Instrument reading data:
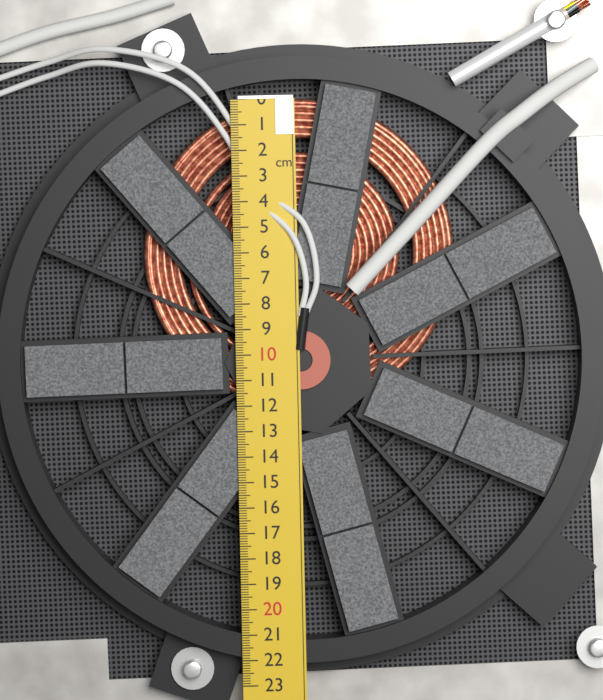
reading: 12.2 cm
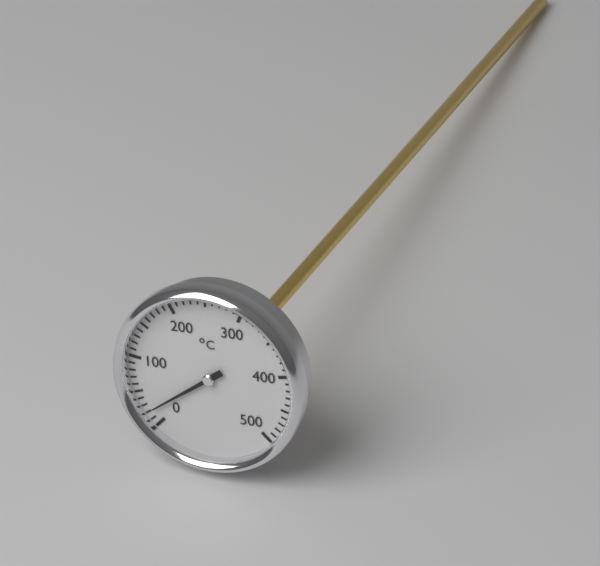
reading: 20 °C
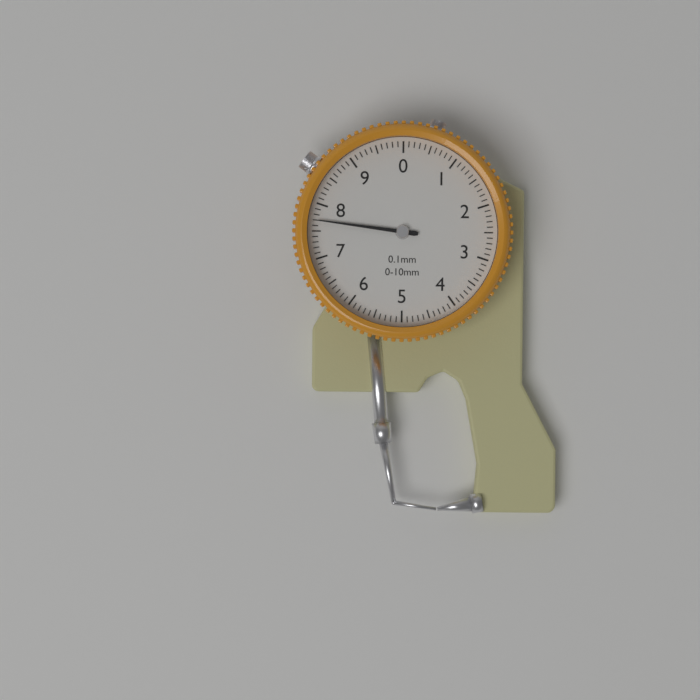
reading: 7.7 mm
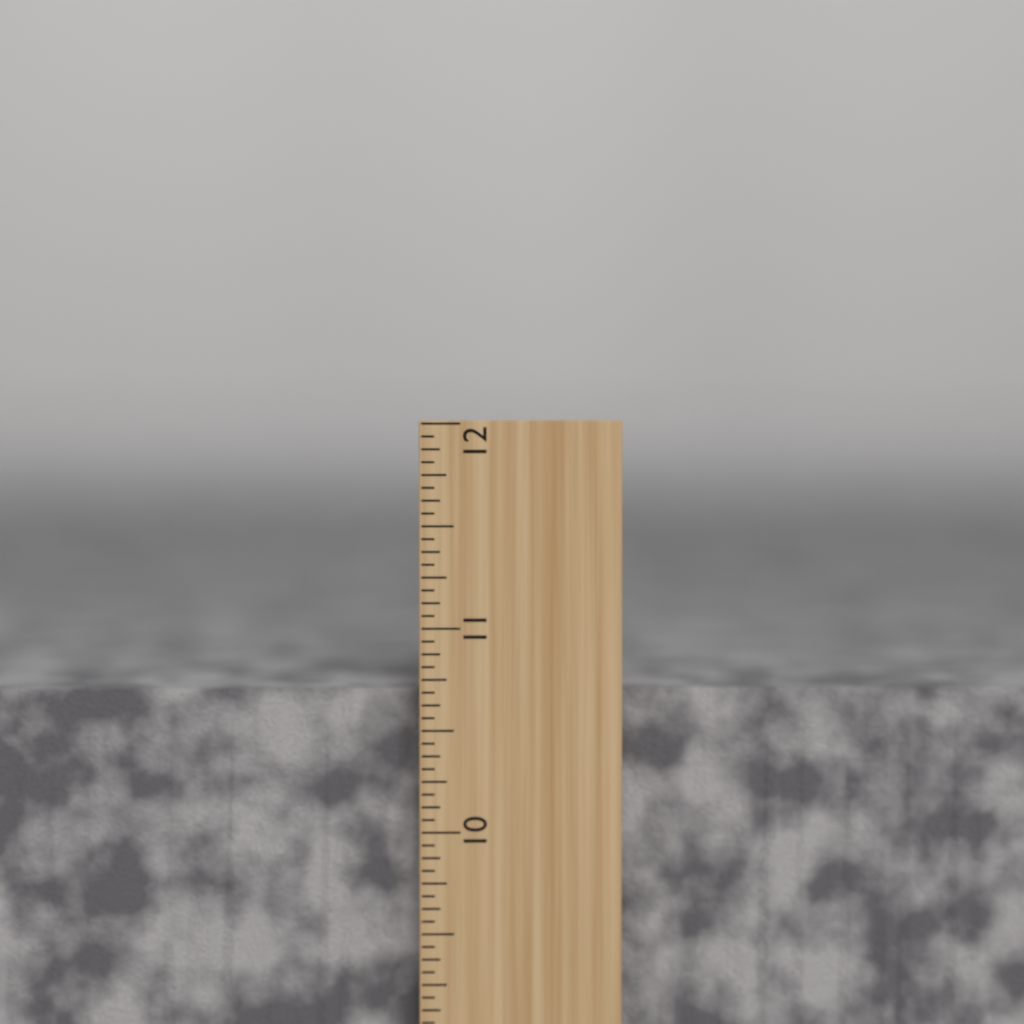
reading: 10.6875 inch
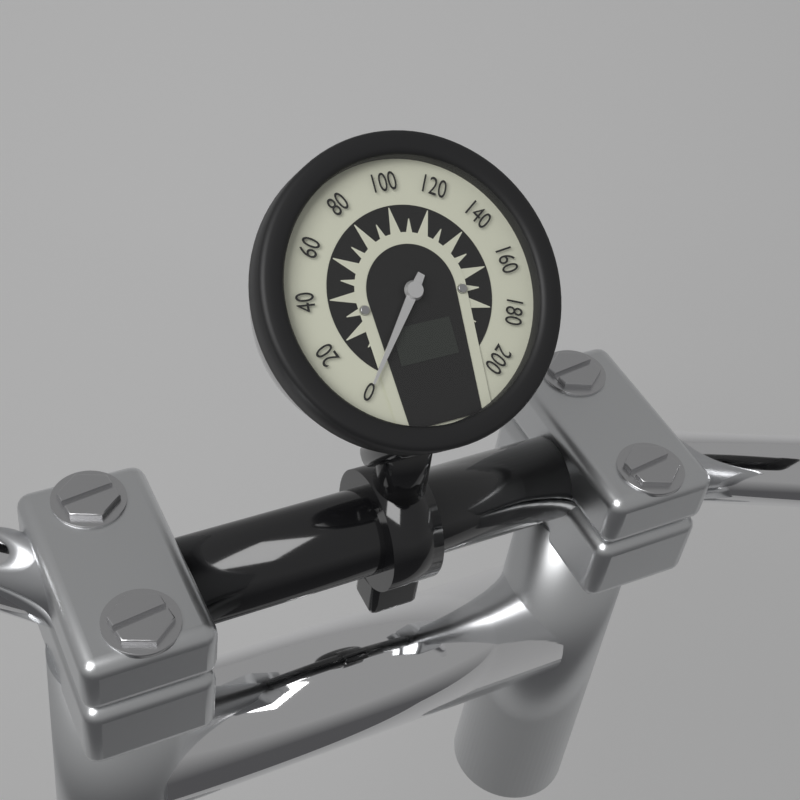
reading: 0 (no unit)
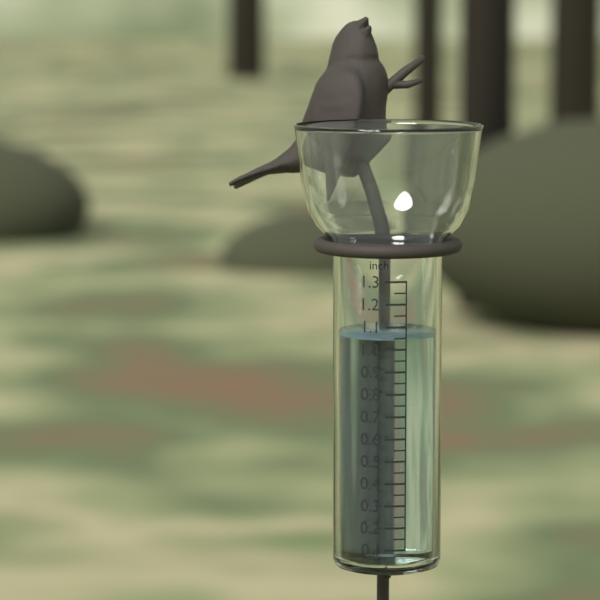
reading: 1.05 inch
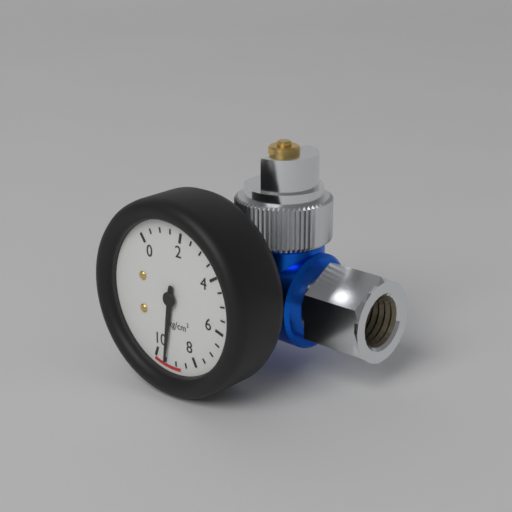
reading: 9.5 kg/cm²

EXERCISE AIM => Every record must be transcribed faithfully, with no picture carried over.

EXERCISE OUTPUT =>
reading: 12.2 cm
reading: 20 °C
reading: 7.7 mm
reading: 10.6875 inch
reading: 0 (no unit)
reading: 1.05 inch
reading: 9.5 kg/cm²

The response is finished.